Samples drilled by NASA’s Perseverance spacecraft on the surface of Mars are revealing the geology of a crater that scientists suspect may have harbored microbial life billions of years ago, including surprises about the nature of the rock there.
The samples, taken by the car-sized six-wheel robot and stored for future transport to Earth for further study, showed that rocks from four locations inside Jezero Crater are igneous — formed by cooling molten material. The rocks also show evidence of alteration by exposure to water, another sign that the cold, arid planet Mars was hot and wet long ago.
Scientists had thought that the rock, formed approximately 3.5 billion years ago, might be sedimentary, formed as mud and sand deposited on a lake bed.
“Actually, we found no evidence of sedimentary rocks where the probe explored the crater floor, despite the fact that we know that the crater once housed a lake where sediments must have been deposited. These sedimentary deposits must have eroded away,” said the geochemist. Caltech’s Kenneth Farley, lead author of one of four studies published in Science and Science Advances that describe the crater’s geology.
Perseverance arrived at Mars in February 2021 and has been actively working on the Jezero crater ever since, using a suite of instruments, as scientists investigate whether Earth’s closest neighboring planet once had conditions conducive to life.
She is collecting samples of rocks, the size of chalk on a blackboard, in tiny tubes to be retrieved by a spacecraft in 2033 and brought back to Earth for further examination, including for biosignatures — indicators of life.
The Jezero Crater is 45 km wide and is located north of the Martian equator. It appears that the area once had abundant water and was home to a river delta, with river channels spilling over the crater wall to form a large lake. Scientists suspect the crater could have harbored microbial life, with evidence perhaps contained in the lake bed or rocks along the shores.
Perseverance is now taking samples in the delta area.
The igneous rocks in the crater were found to interact with the water, producing new minerals and depositing salts, although this water was apparently not very abundant or had not been present for a long time—probably groundwater. But the presence of water suggests this may have been a habitable environment at the time, the researchers said.
“We have collected samples that will be returned to Earth, which should provide critical evidence of what types of organisms, if any, inhabited the rocks at the bottom of Jezero Crater when they interacted with water,” said Yang Liu, a planetary sampling scientist at the NASA Jet Propulsion and lead author of one of the studies.
The four samples were obtained by drilling in two areas, one called Seitah and the other, Maaz. The Seitah rock appears to have formed underground by the slow cooling of a thick layer of magma. Maaz rocks may have cooled relatively faster in an upper layer of underground magma or after a volcanic eruption on the surface. Either way, any layer of rock that covered these areas since then has been eroded away, either by water or wind.
Liu said the samples from Seitah were a coarse-grained igneous rock containing the mineral olivine, noting that three Martian meteorites found on Earth have similar composition.
Examining samples on Earth could reveal when the rock was formed and give a firmer answer as to when there was water on the Martian surface. Liquid water is a key ingredient of life.
“Understanding when and for how long the climate on Mars allowed the stability of liquid water is of central importance to the larger questions we are trying to address with this mission and the samples taken — about whether and when life may have existed on Mars billions of years ago. ago,” said geochemist and study co-author David Shuster of the University of California at Berkeley.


- Requirement:
Find the line containing "Describe the element at coordinates (57, 419)" in the entries; transcribe it and all remaining lines through the end, exactly as they appear, but not the pictures.

- Material for the task:
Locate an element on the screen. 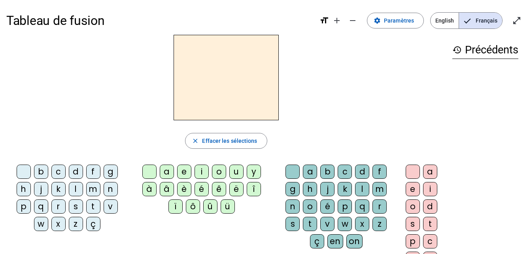 The height and width of the screenshot is (254, 531). h1: Tableau de fusion is located at coordinates (160, 21).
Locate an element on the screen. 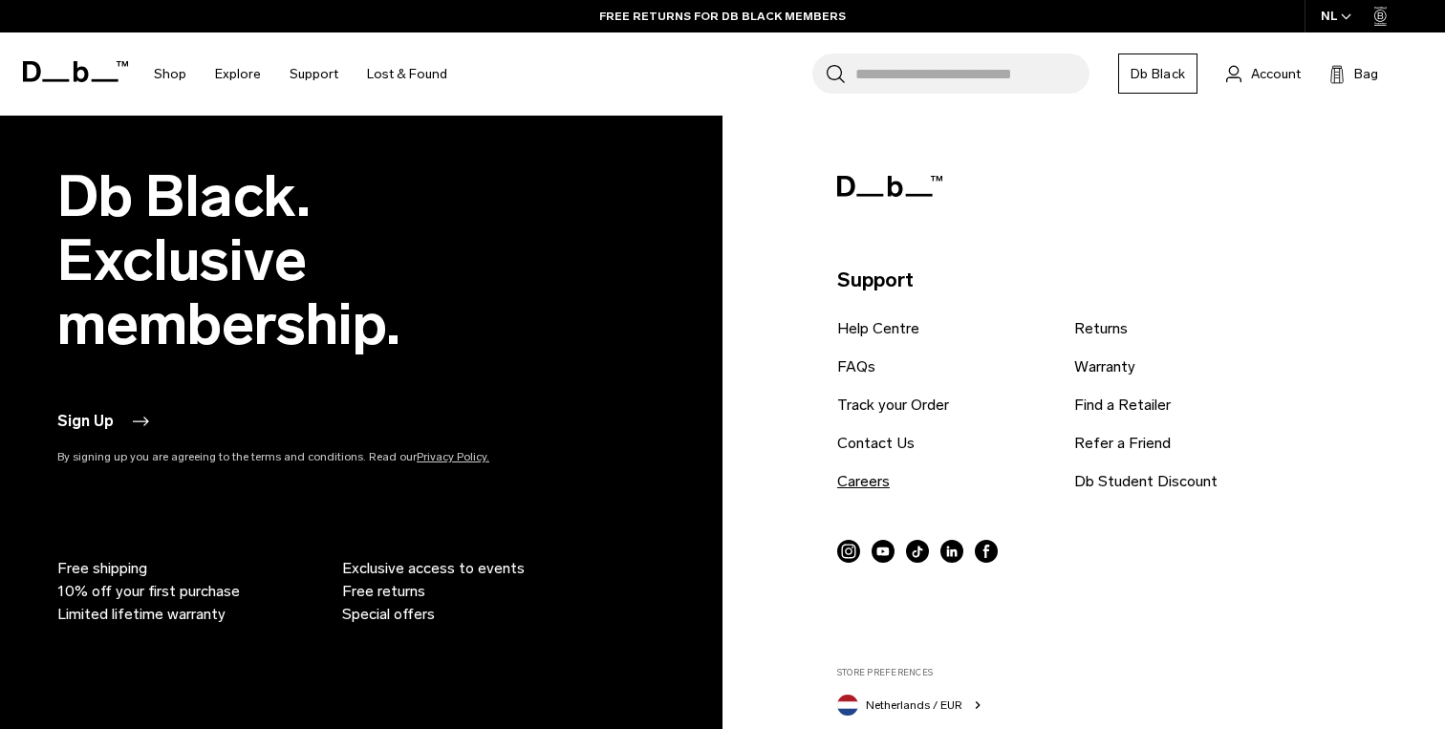  p: By signing up you are agreeing to the terms and conditions. Read our is located at coordinates (315, 457).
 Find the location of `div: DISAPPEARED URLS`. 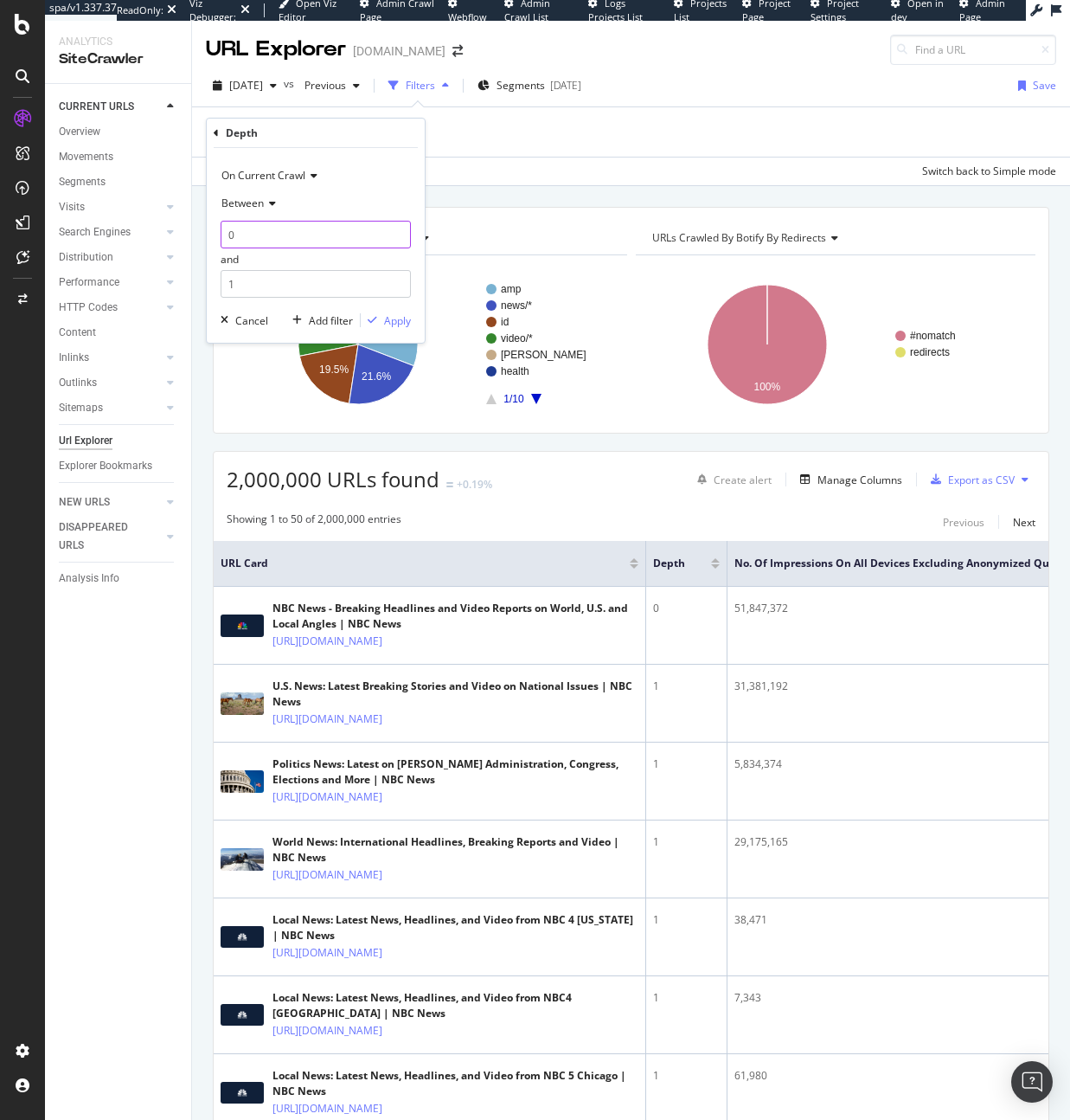

div: DISAPPEARED URLS is located at coordinates (102, 537).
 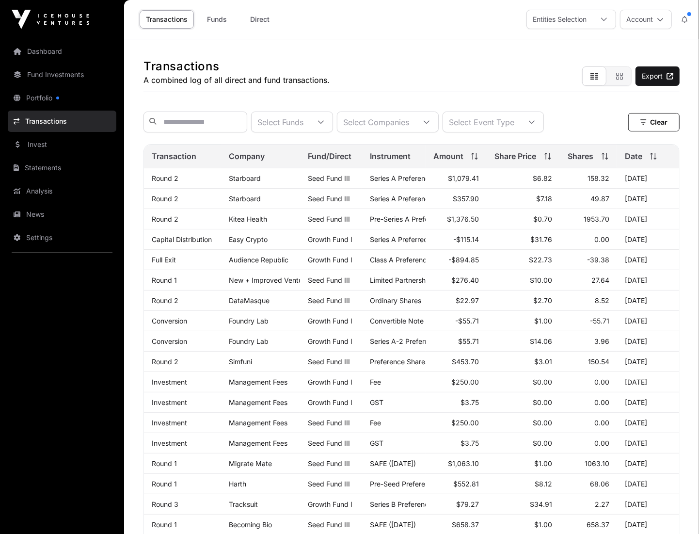 What do you see at coordinates (376, 122) in the screenshot?
I see `div: Select Companies` at bounding box center [376, 122].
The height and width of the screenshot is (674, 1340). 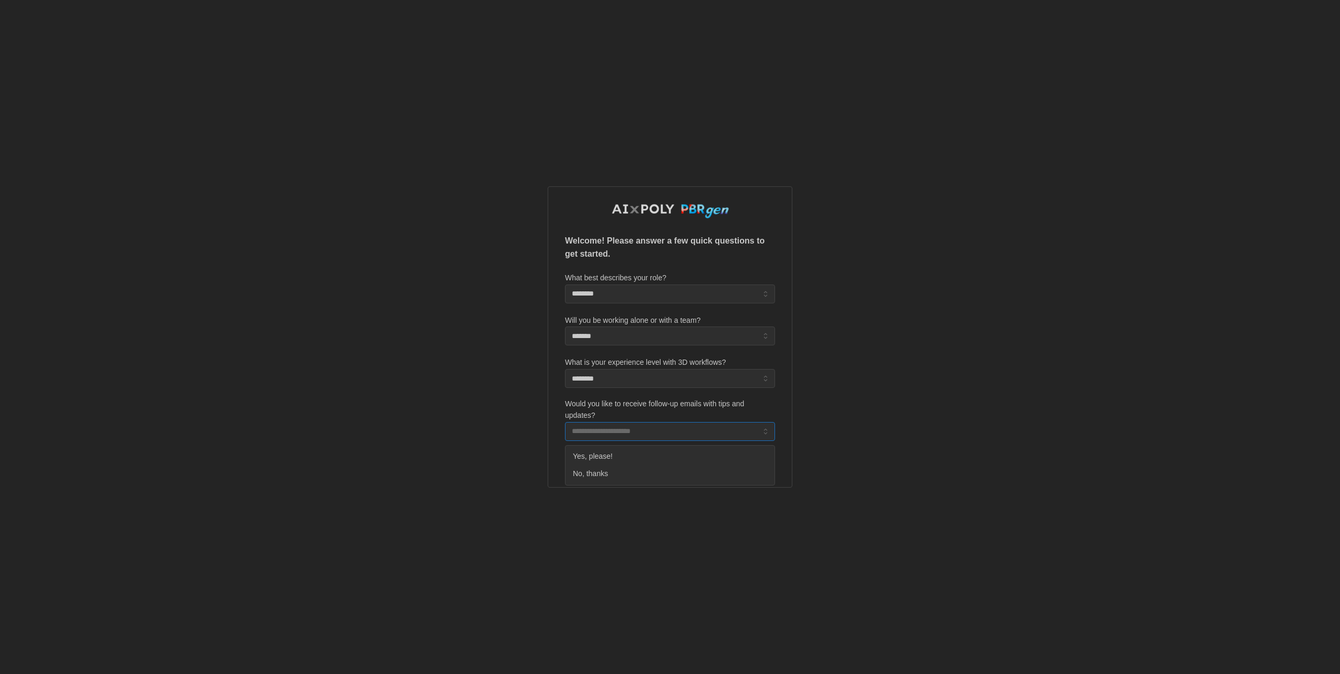 I want to click on label: What is your experience level with 3D workflows?, so click(x=645, y=363).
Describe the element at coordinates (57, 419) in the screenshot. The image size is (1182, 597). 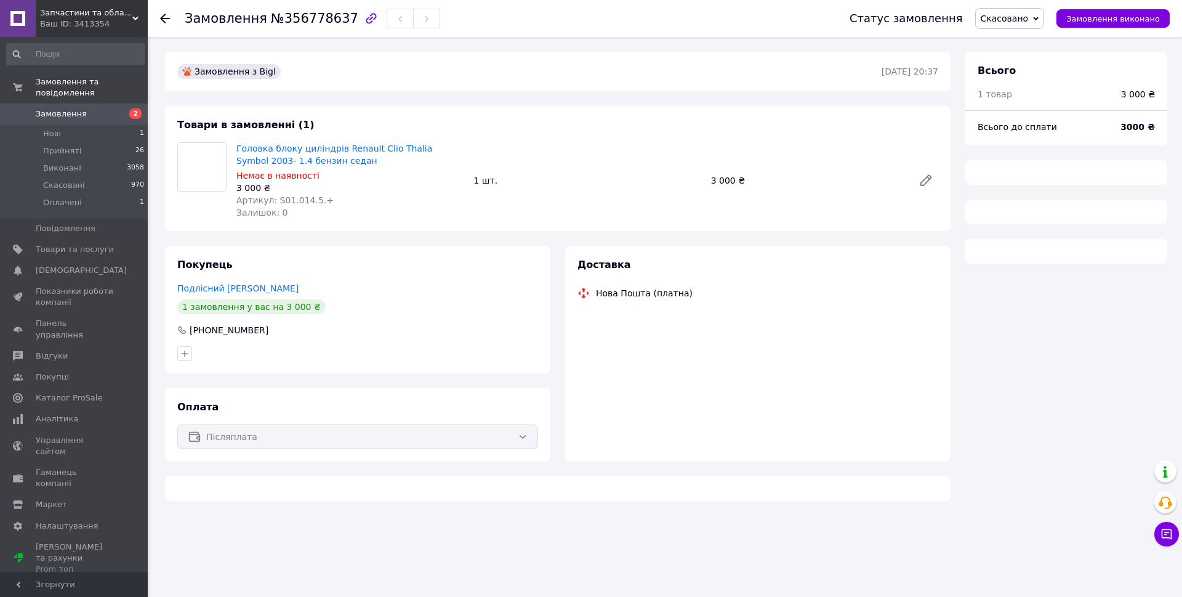
I see `span: Аналітика` at that location.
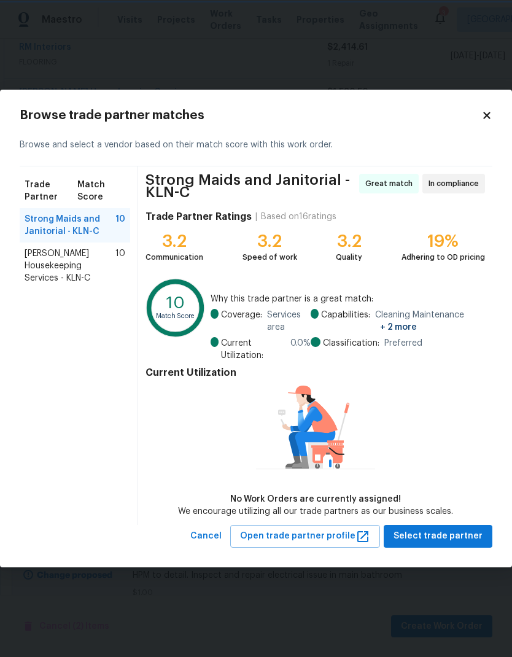 This screenshot has height=657, width=512. Describe the element at coordinates (298, 217) in the screenshot. I see `div: Based on 16 ratings` at that location.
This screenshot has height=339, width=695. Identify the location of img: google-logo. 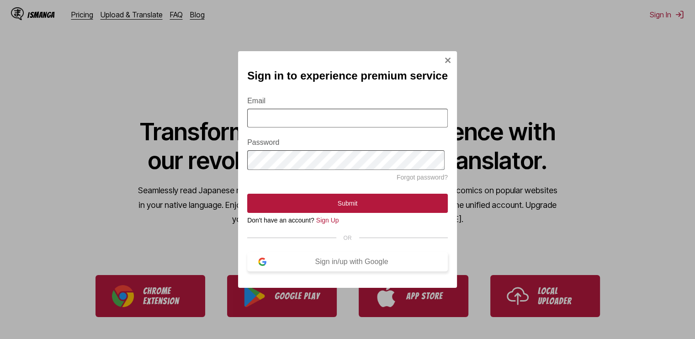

- Response to the task:
Describe the element at coordinates (57, 419) in the screenshot. The image size is (1182, 597). 
I see `span: Аналітика` at that location.
 This screenshot has height=657, width=512. Describe the element at coordinates (298, 217) in the screenshot. I see `div: Based on 16 ratings` at that location.
This screenshot has height=339, width=695. Identify the location of img: google-logo. 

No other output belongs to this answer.